American Samoa Plants

Samoa American Plants

Non vascular plants are always found in moist, shady places. High plants are native vascular plants. At present there are no "threatened or endangered" plant species listed nationwide in American Samoa. However, for the purposes of this report, all rare plants in independent Samoa are listed here, even though they are common in American Samoa. How can I use invasive plant species in a scientific project?

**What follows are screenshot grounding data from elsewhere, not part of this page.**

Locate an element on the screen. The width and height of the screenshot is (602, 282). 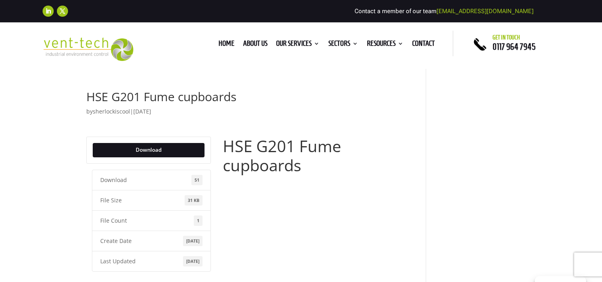
span: Get in touch is located at coordinates (506, 37). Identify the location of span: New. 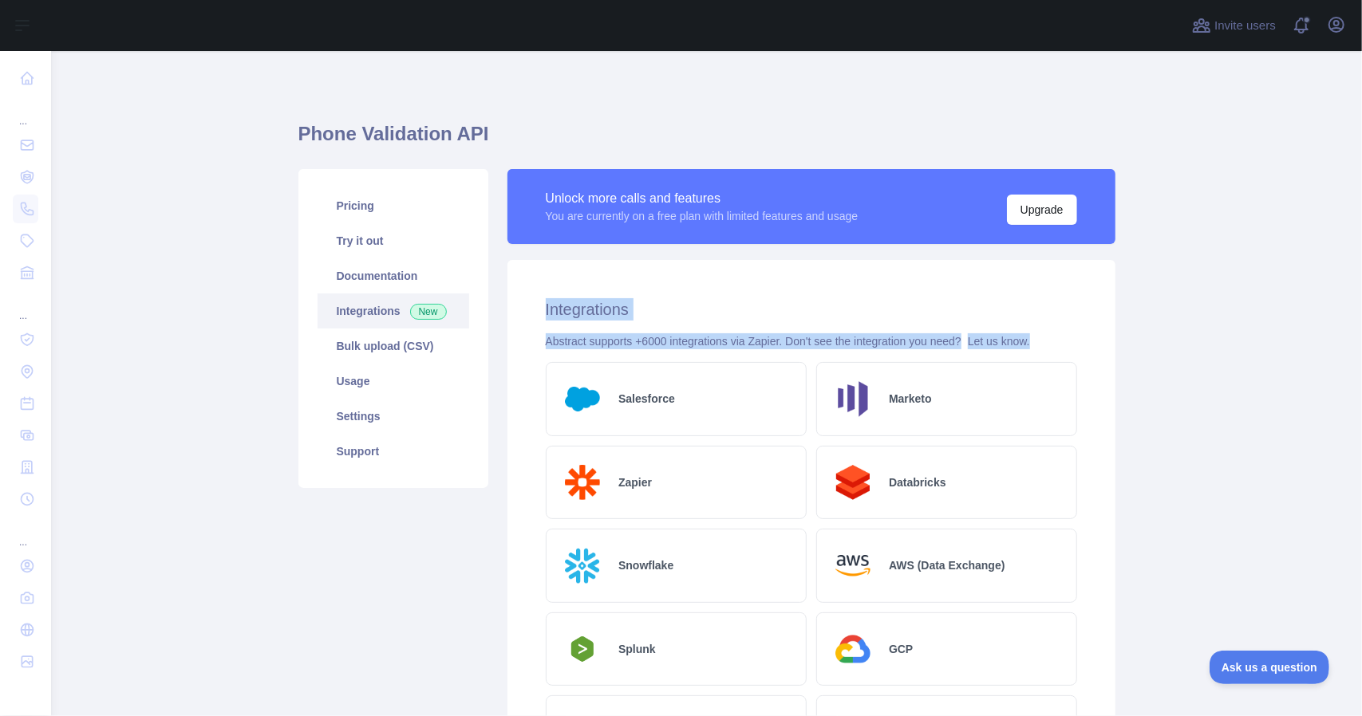
(428, 312). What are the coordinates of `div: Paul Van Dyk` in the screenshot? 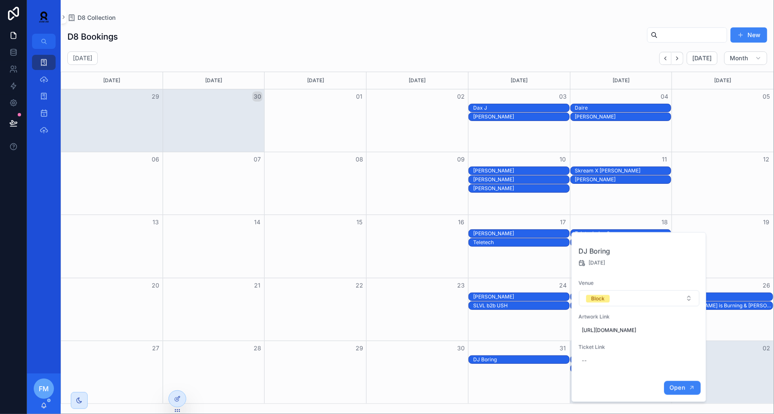 It's located at (521, 117).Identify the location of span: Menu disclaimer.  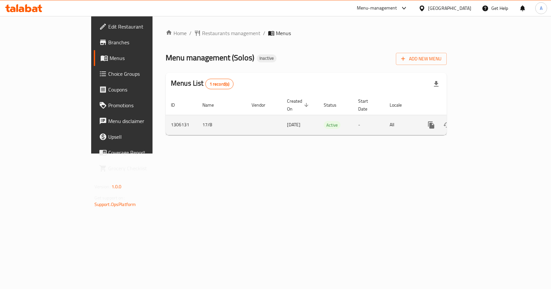
(143, 121).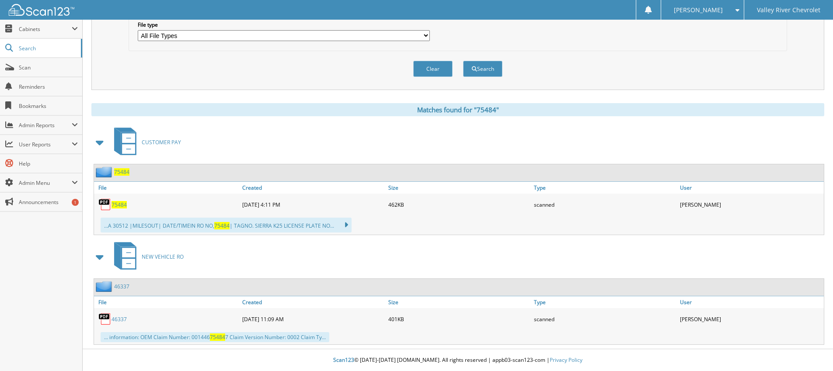 Image resolution: width=833 pixels, height=371 pixels. What do you see at coordinates (459, 319) in the screenshot?
I see `div: 401KB` at bounding box center [459, 319].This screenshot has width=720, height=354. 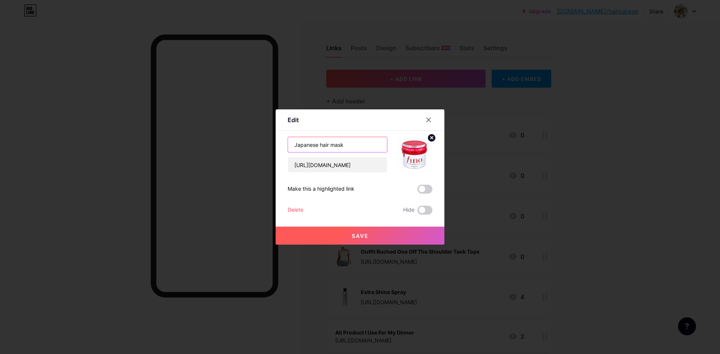 I want to click on span: Save, so click(x=360, y=236).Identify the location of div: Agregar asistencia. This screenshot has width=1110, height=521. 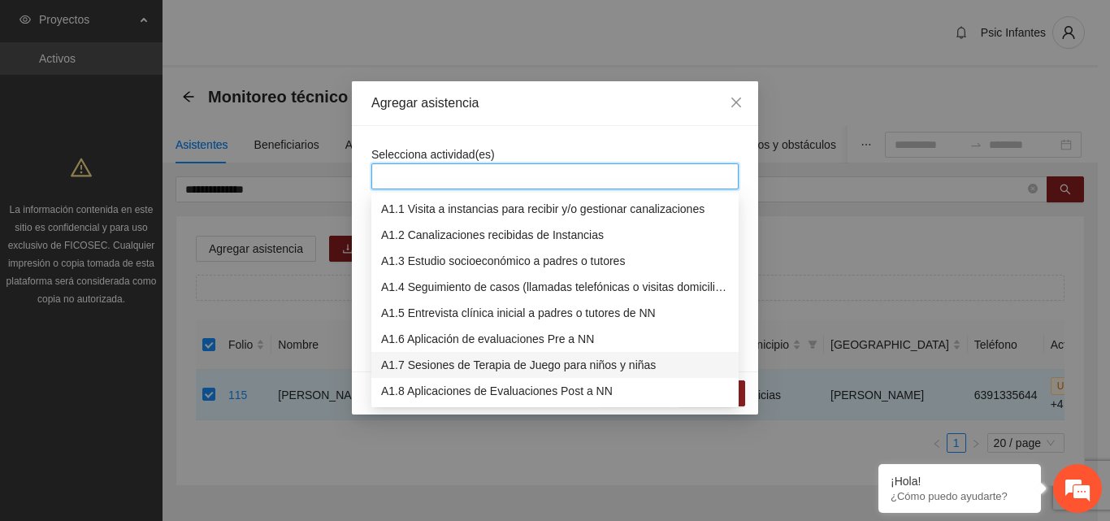
(555, 103).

American Samoa National Park Plants

American Samoa National Parks Plants is an illustrative listing of plants that occur within the Parks - each name is associated with a type by the familiy. The name of the plants appears in some web browser that hold the cursor on the picture. Some of the most important springs of the plants mentioned here come from:

Botanic and ethnobotanic inventories of the National Park of American Samoa. Nationalpark-Resource Study Unit, Tech. Report-#170, Department of Botany, University of Hawai`i, Honolulu, Hawai`i . Botanic stock of the Ta'u unit of the National Park of American Samoa. Nationalpark-Resource Study Unit, Tech. Report-83, Department of Botany, University of Hawai`i, Honolulu, Hawai`i .

Botanic stock of the Tutuila unit of the National Park of American Samoa. Nationalpark-Resource Study Unit, Tech. Rapport #87, Department of Botany, University of Hawai`i, Honolulu, Hawai`i . Please click here to read the Ragone and Lorence review in Adobe Acrobat Reader format. For the Whistler 1992 Annual Review in Adobe Reader format, click here.

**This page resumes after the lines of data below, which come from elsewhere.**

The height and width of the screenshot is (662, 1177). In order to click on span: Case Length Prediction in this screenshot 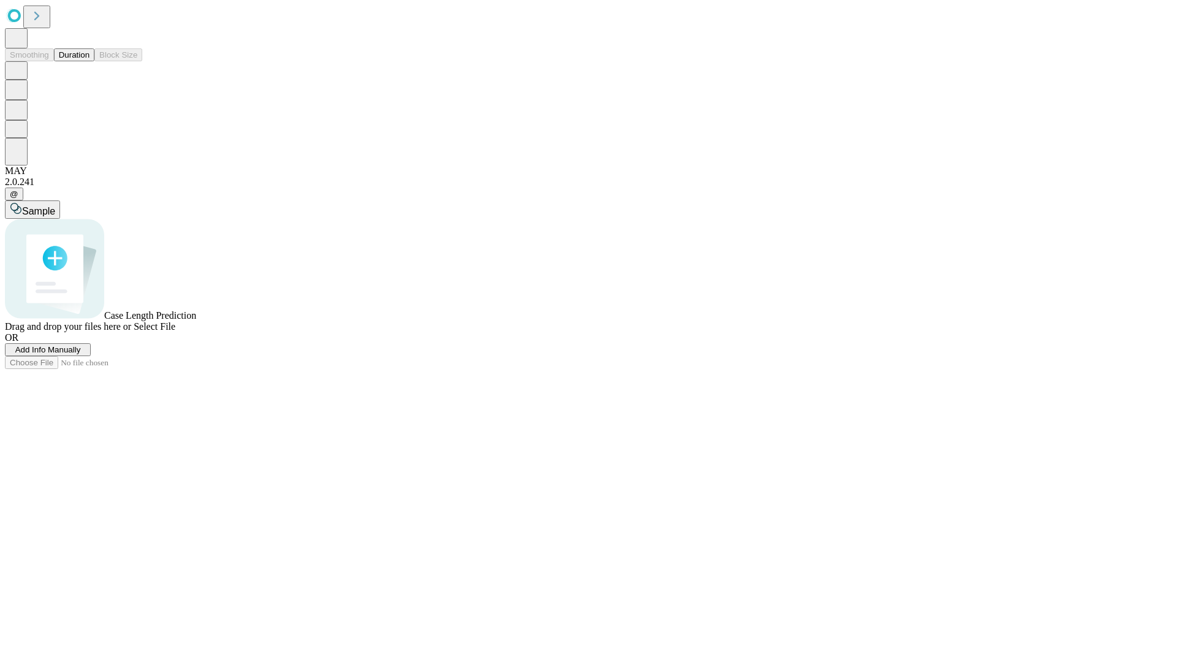, I will do `click(150, 315)`.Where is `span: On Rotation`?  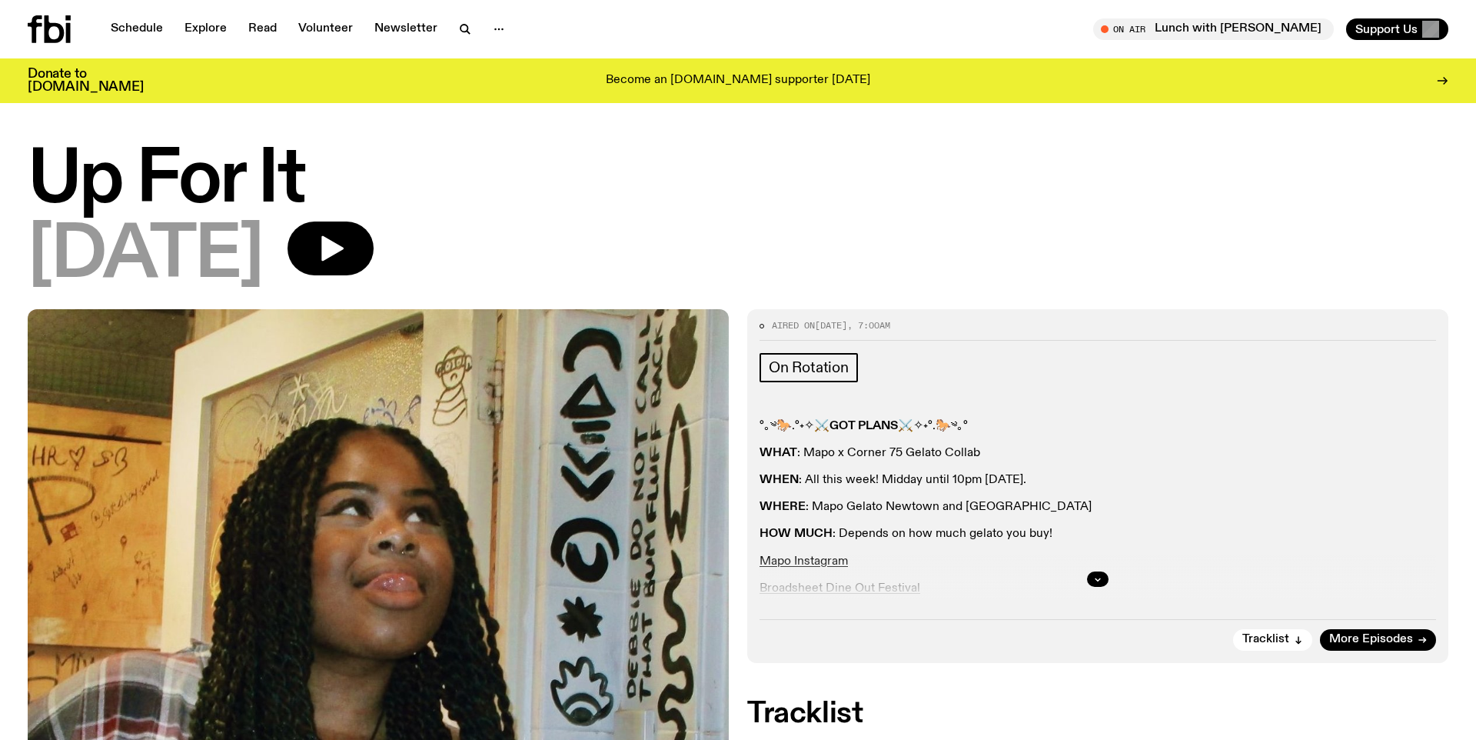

For the Whistler 1994 Annual Review in Adobe Reader format, click here. The website was created by the website of the National Park Service Inventory and Monitoring - now publicly available for research at https://irma.nps.gov/App/Species/Search. Figures are from a September 4, 2008 Kalapapapapa National Historical Park Invertebrate Dead Sea Deadly.

American Samoa E-Flora: Seldom plants

At present there are no "threatened or endangered" plants in American Samoa nationwide. It does not mean that no plants in the territory are under threat, it just means that no plants have gone through the tedious listings. Indeed, there are a number of indigenous plants among the 343 or so far indigenous plants whose survival is fragile there or even in the whole wide globe.

An earlier survey of plants in American Samoa was carried out a few years ago (Whistler 1998), but since then practically no work has been done on these plants or on drawing up a list of vulnerable or vulnerable plants for the territory. In the following survey titled "Plants of Concerns in American Samoa", the aim is to identify which plants might need some degree of conservation in the territory in the near term.

Following the work of 1998, the main aim is to register and cartographically record the datasets (i.e. collecting data) of plants classified as "alarming" in the territory of American Samoa in a GIS database. Due to the work carried out in the last five years (of which only a small part was carried out for this survey), the plant of concentrations as they are called here has been revised to mirror changes in the state of the plants (e.g. new uncommon plants are found, other plants are not as seldom as previously assumed).

Of the 109 plants appearing on this Annex A register, 21 (Table 4) were suggested for the next stage to establish whether these plants fulfil conditions that would allow them to be added to the menaced or vulnerable plants or not. Samoa-Samoa is a vulcanic island that runs north-north-west eastwards from Fiji, northwards from Tonga and eastwards from the Cook Islands and Tahiti.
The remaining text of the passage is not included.